MATERIAL FOR THE TASK —

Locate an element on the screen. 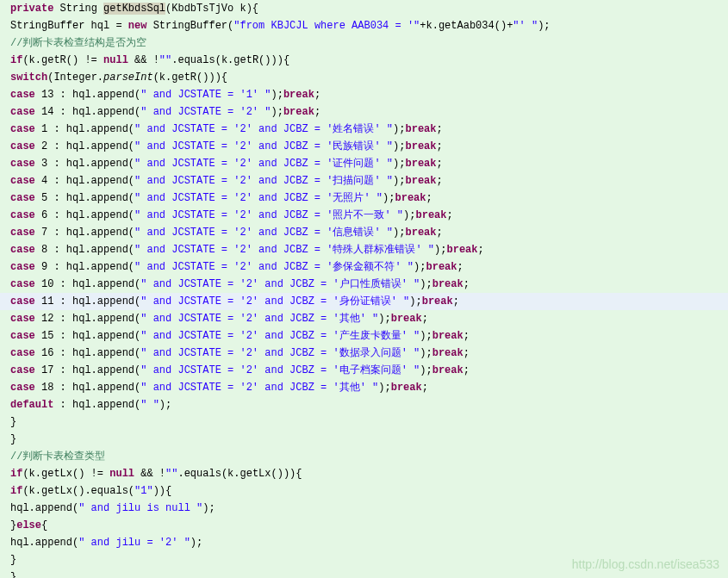 This screenshot has width=728, height=578. code-line: hql.append(" and jilu is null "); is located at coordinates (364, 508).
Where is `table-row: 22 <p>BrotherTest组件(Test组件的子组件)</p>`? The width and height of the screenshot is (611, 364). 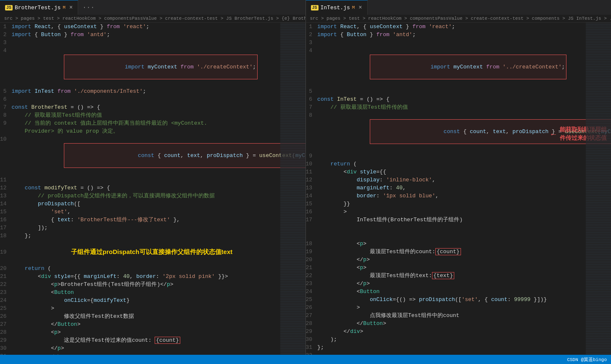
table-row: 22 <p>BrotherTest组件(Test组件的子组件)</p> is located at coordinates (153, 285).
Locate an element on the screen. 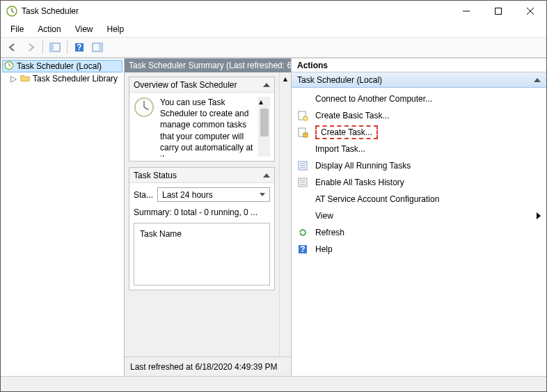 Image resolution: width=547 pixels, height=392 pixels. status-period-select: Last 24 hours is located at coordinates (214, 195).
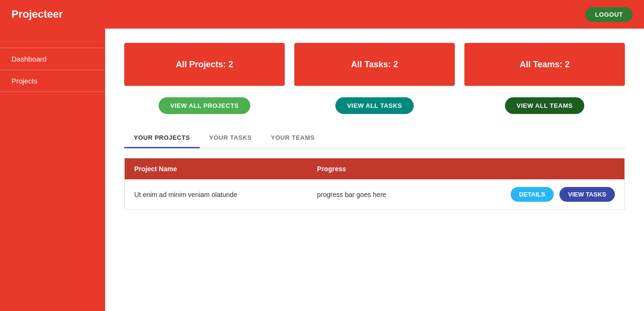  Describe the element at coordinates (532, 195) in the screenshot. I see `details-button: DETAILS` at that location.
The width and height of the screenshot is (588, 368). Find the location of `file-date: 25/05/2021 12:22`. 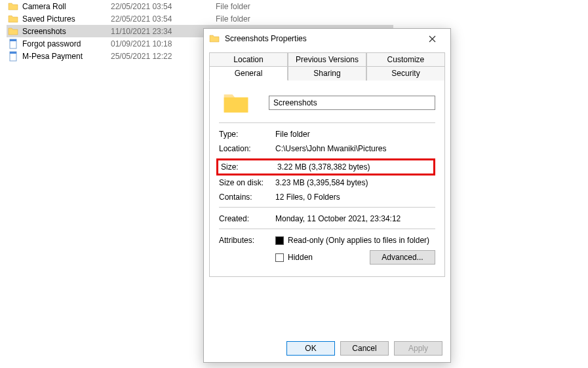

file-date: 25/05/2021 12:22 is located at coordinates (163, 56).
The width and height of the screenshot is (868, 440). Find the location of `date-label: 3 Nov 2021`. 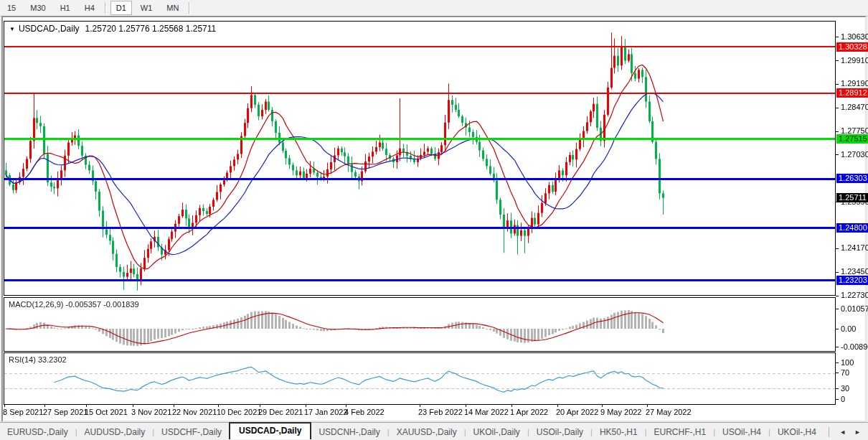

date-label: 3 Nov 2021 is located at coordinates (151, 412).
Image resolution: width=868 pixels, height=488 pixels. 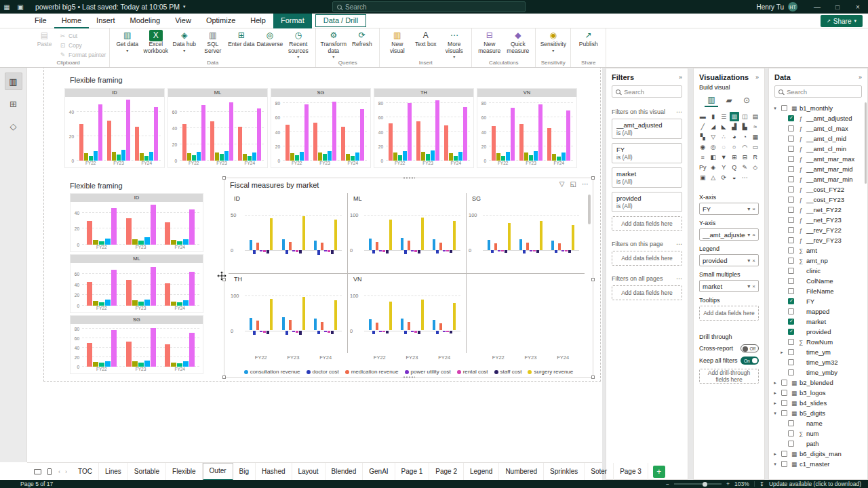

WHAT THE TASK ASKS — The range to set down runs from the line containing "The width and height of the screenshot is (588, 368)." through the final line of the data, both ends included; give it exactly and drop the pictures.

EXPECTED OUTPUT —
The width and height of the screenshot is (588, 368). Find the location of `file-date: 25/05/2021 12:22`. 

file-date: 25/05/2021 12:22 is located at coordinates (163, 56).
The width and height of the screenshot is (868, 440). Find the location of `date-label: 3 Nov 2021`. 

date-label: 3 Nov 2021 is located at coordinates (151, 412).
Image resolution: width=868 pixels, height=488 pixels. 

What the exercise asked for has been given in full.